Task statement: Below is a listing. Quote from it, exactly, the lines from the one containing "Describe the element" down to the one containing "The height and", both ends included, and nothing else.

Start of Exercise data

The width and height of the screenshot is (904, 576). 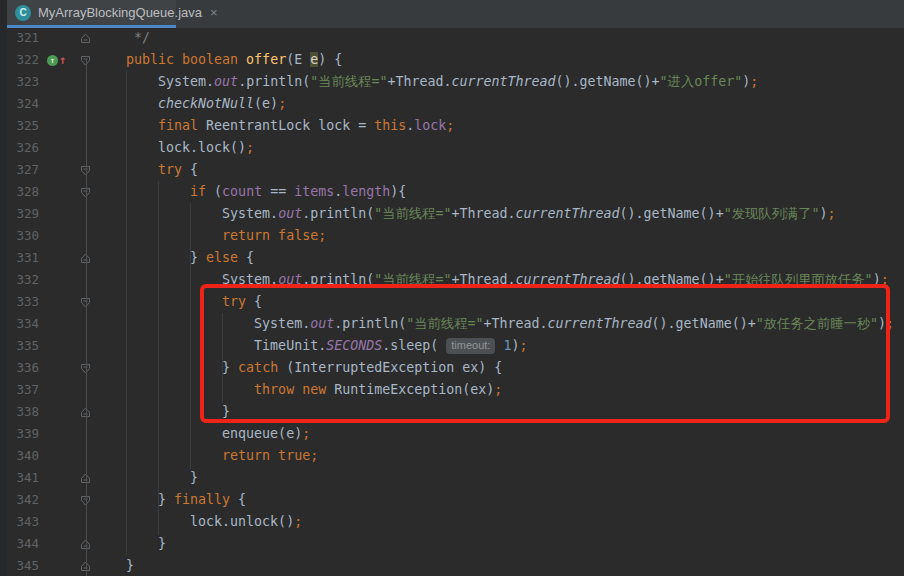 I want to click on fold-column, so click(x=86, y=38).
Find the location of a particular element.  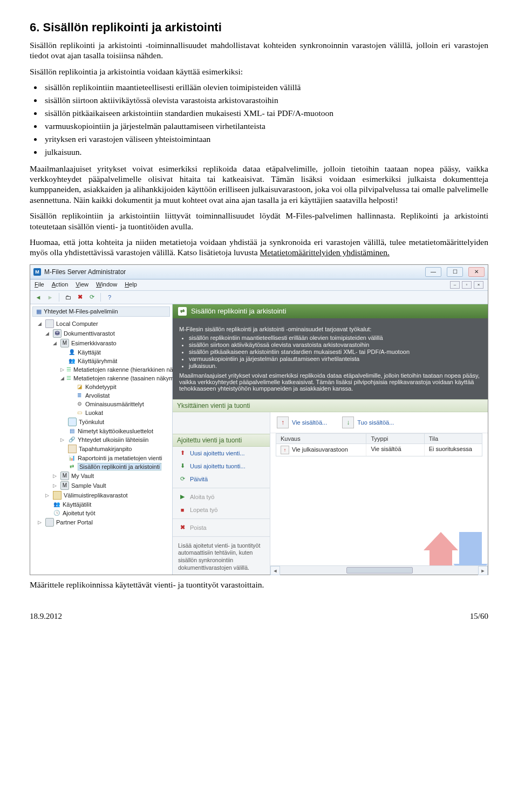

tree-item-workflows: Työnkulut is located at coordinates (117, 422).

End of Exercise data
Start of Exercise data

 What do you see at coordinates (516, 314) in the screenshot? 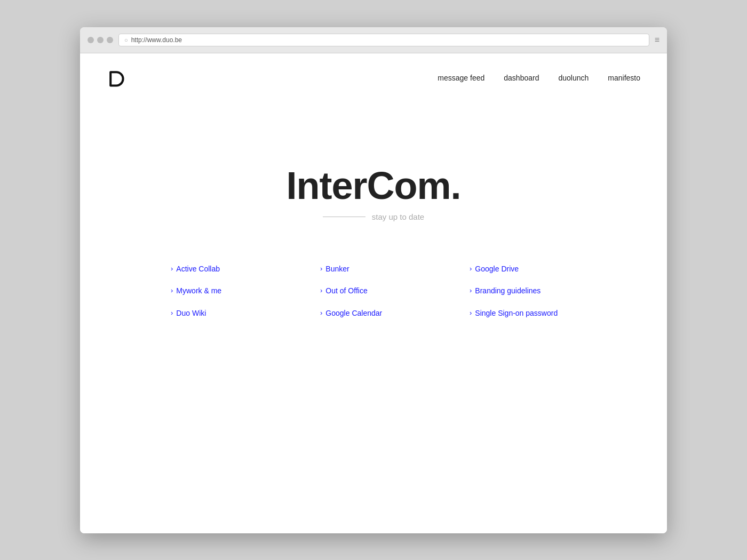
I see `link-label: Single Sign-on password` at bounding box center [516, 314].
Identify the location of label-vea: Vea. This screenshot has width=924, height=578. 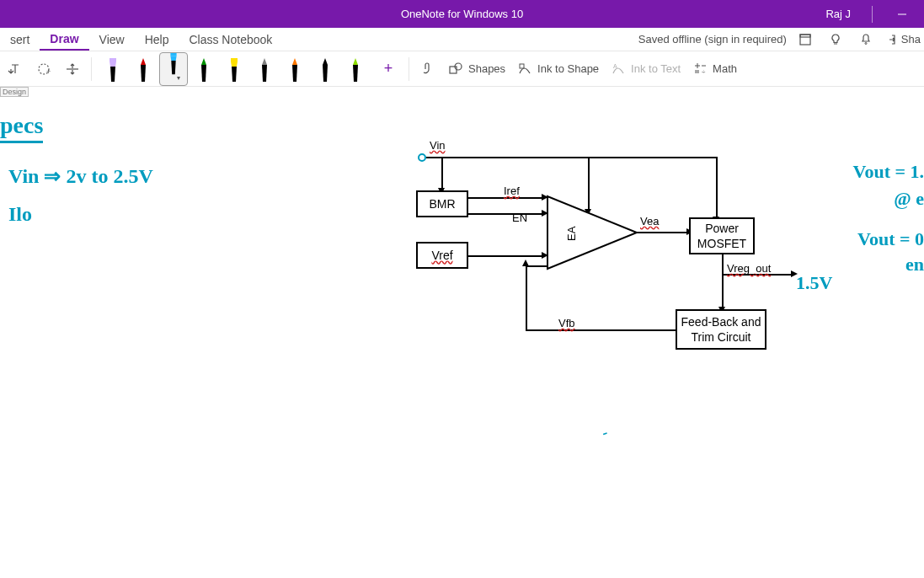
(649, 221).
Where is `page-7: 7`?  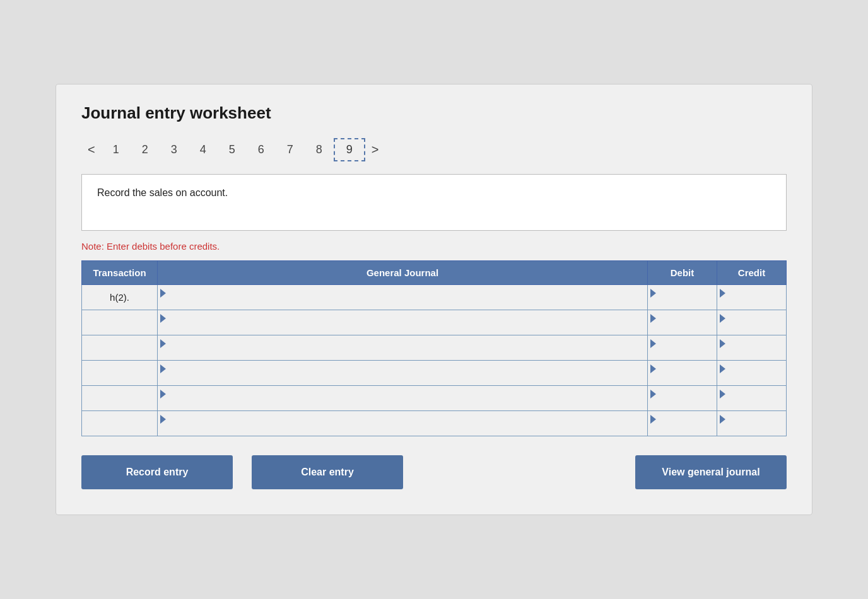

End of Exercise data
Start of Exercise data

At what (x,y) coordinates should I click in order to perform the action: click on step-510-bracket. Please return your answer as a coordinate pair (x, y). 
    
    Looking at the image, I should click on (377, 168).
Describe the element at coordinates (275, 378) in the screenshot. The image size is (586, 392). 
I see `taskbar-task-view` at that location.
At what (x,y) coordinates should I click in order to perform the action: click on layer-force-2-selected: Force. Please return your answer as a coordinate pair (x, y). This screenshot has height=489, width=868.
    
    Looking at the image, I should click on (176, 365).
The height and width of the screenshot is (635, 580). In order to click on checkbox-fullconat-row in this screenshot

End of Exercise data

Solution to the exercise:
Describe the element at coordinates (275, 378) in the screenshot. The image size is (586, 392). 
I see `taskbar-task-view` at that location.
At what (x,y) coordinates should I click in order to perform the action: click on layer-force-2-selected: Force. Please return your answer as a coordinate pair (x, y). This screenshot has height=489, width=868.
    
    Looking at the image, I should click on (176, 365).
The height and width of the screenshot is (635, 580). In order to click on checkbox-fullconat-row in this screenshot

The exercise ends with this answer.